The family friend who helped with my merchant marine card asked me if I was interested in winter sailing? Lake Superior freezes over in the brutal cold that drops down on her, but a few ore boats would continue to work for most if not all of the winter. It was dangerous work naturally, but the pay was increased and it was a lucrative offering. I asked if he would be sailing too, and he said yes he would. So I said sure, why not, I thought it would be more fun if there was someone on board I knew. My friend set it up and we had our report date to sail on the Edmund Fitzgerald as she made her transition from summer to winter sailing.

One night about five days before we were to report, my friend said he was not feeling that well, and he was not going to report for winter sailing. I replied, well if you are are not going, I am not going either, and it was settled just like that. I do not think I spent five seconds thinking about what I said. I knew I did not especially care for that life, so it did not take much to keep me off the boats in the winter weather.

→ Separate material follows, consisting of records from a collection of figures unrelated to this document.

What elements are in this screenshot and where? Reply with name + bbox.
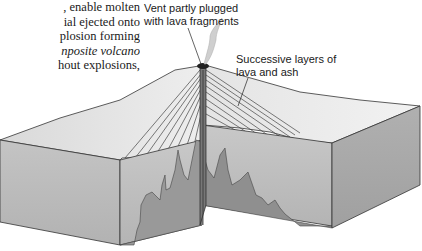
cross-section-face-right: [202, 125, 332, 228]
vent-plug: [197, 63, 209, 69]
label-successive-layers: Successive layers of lava and ash: [236, 53, 336, 78]
composite-volcano-diagram: [0, 0, 422, 251]
label-vent-plugged: Vent partly plugged with lava fragments: [144, 2, 239, 27]
central-vent-conduit: [200, 68, 206, 225]
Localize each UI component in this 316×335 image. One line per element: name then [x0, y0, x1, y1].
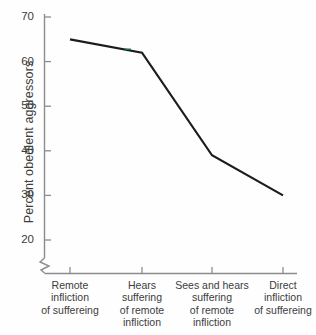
chart-container: Percent obedient aggressors 70 60 50 40 …	[0, 0, 316, 335]
y-tick-label-40: 40	[8, 144, 34, 156]
y-tick-label-50: 50	[8, 99, 34, 111]
y-tick-label-20: 20	[8, 233, 34, 245]
line-artifact-marker	[125, 48, 131, 50]
x-tick-label-sees-and-hears: Sees and hears suffering of remote infli…	[170, 279, 254, 329]
y-tick-label-60: 60	[8, 55, 34, 67]
x-tick-label-remote-infliction: Remote infliction of suffereing	[34, 279, 106, 316]
data-series-line	[70, 39, 283, 195]
x-tick-label-hears-suffering: Hears suffering of remote infliction	[106, 279, 178, 329]
x-tick-label-direct-infliction: Direct infliction of suffereing	[247, 279, 316, 316]
y-axis-break-icon	[40, 258, 49, 273]
y-tick-label-70: 70	[8, 10, 34, 22]
y-tick-label-30: 30	[8, 188, 34, 200]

The rest is history, except I remember this time of year, that a snap decision over a bottle of beer caused a man to die in my place. He may of been married, had a family, or wanted to earn money to buy a house, or any other number of wants that drive a man to do dangerous work. Of all the things a man should die for, I hope the man that took my place, had more noble reasons for winter sailing than I did for staying home.